Alex undressed, and Tristan found himself watching him. The blood on his skin wasn’t all his; he’d been covered in so much of it, it seeped through his clothing. Alex moved to the living quarters and Tristan followed him, picking up his clothes.

When he stepped under the water it ran red for a long time, and Tristan watched him. He wanted to join him, to celebrate this victory, spend the rest of the energy running through him on Alex. To take him and make him his again.

He almost did, and cursed himself for it. He needed to remain alert, to stay on guard. Their safety was more important than his relief. He could take care of that once he was back in their room. He left the clothes by the shower room and headed out to prepare himself in case someone came back.

He grabbed one of the rifles and sat on the stage, by the garish seats on it. He took tools out of his bag and began working on it. Disabling the print-lock was simple. He grabbed a second rifle and began taking this one apart, to have something to do to keep himself from thinking about Alex’s naked body, of moving on top of him, of hearing him moan, asking, begging for more. Of thr—

“I’m done.”

Tristan looked up. Alex was dressed in his own clothes, mostly clean of blood and still damp. The rifle he’d had in his hand was down to its individual components. Just how long had he been lost in his thoughts?

“The Law?”

“Still not on their way. I think they had some sort of arrangement with them. If they were as powerful as they claimed, it’d make sense.”

“You keep watch.” He headed for the shower, taking off his pants, not caring if Alex saw his excitement.

The water was already cooled to his liking after Alex’s shower. He considered turning up the heat, to burn off his excitement, but he wanted to be excited. He deserved it; this had been a good fight. 

He heard Alex and glanced over his shoulder. He was leaning against the door frame, watching him. There was want in his eyes, intense desire.

Good. Alex should want him. He should look forward to being used again, to being claimed.

He focused on washing—himself, his pants, the shirt, and jacket. The faster he was done, the faster they would be back in their room. He wrung out his clothes and put them on.
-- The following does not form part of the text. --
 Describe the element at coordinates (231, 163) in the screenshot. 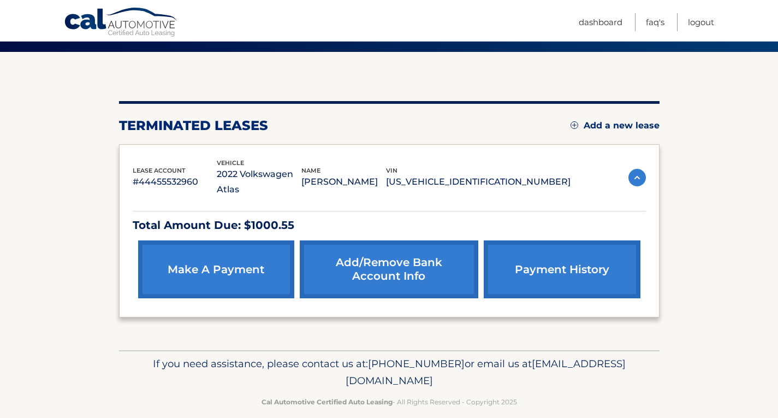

Dressed, they exited from the back, and kept an eye on their followers. They tried to be discreet, but he saw the green and white flash of color. He didn’t hurry. They weren’t a danger; they were staying too far away.

Once they reached the transit system, Tristan had them make a detour. There was a bar they needed to visit, and someone to make pay for this turning badly. That went quickly; no one there offered any significant resistance.

Afterward, it was simple to lose the few pursuers not deterred by the carnage. They jumped from one line to the other, doing quick exits right before the doors closed. It told them they’d been made, but he didn’t mind that. The chase and evasion kept his blood pumping after the killings, kept him excited, even though it took them hours more to get back to their room.

“I’ll start packing,” Alex said as he entered the unlock code.

No, you won’t, Tristan thought as he followed Alex inside. You are going on the be—

There was someone else in the room.

The man was sitting in the seat the by the door to the shower. His mind reeled at seeing him there. Not that someone had entered his room and he hadn’t noticed the signs, but of who was sitting there.

He’d gained weight since the last time Tristan had seen him, but he still recognized the man, how he looked and how he smelled. Without meaning to, Tristan fell back into the little he remembered of the mask he’d worn for the month he’d spent living with him.

“Vic?”

“Hello, Simon,” Victor replied, raising the gun that had been resting on his lap.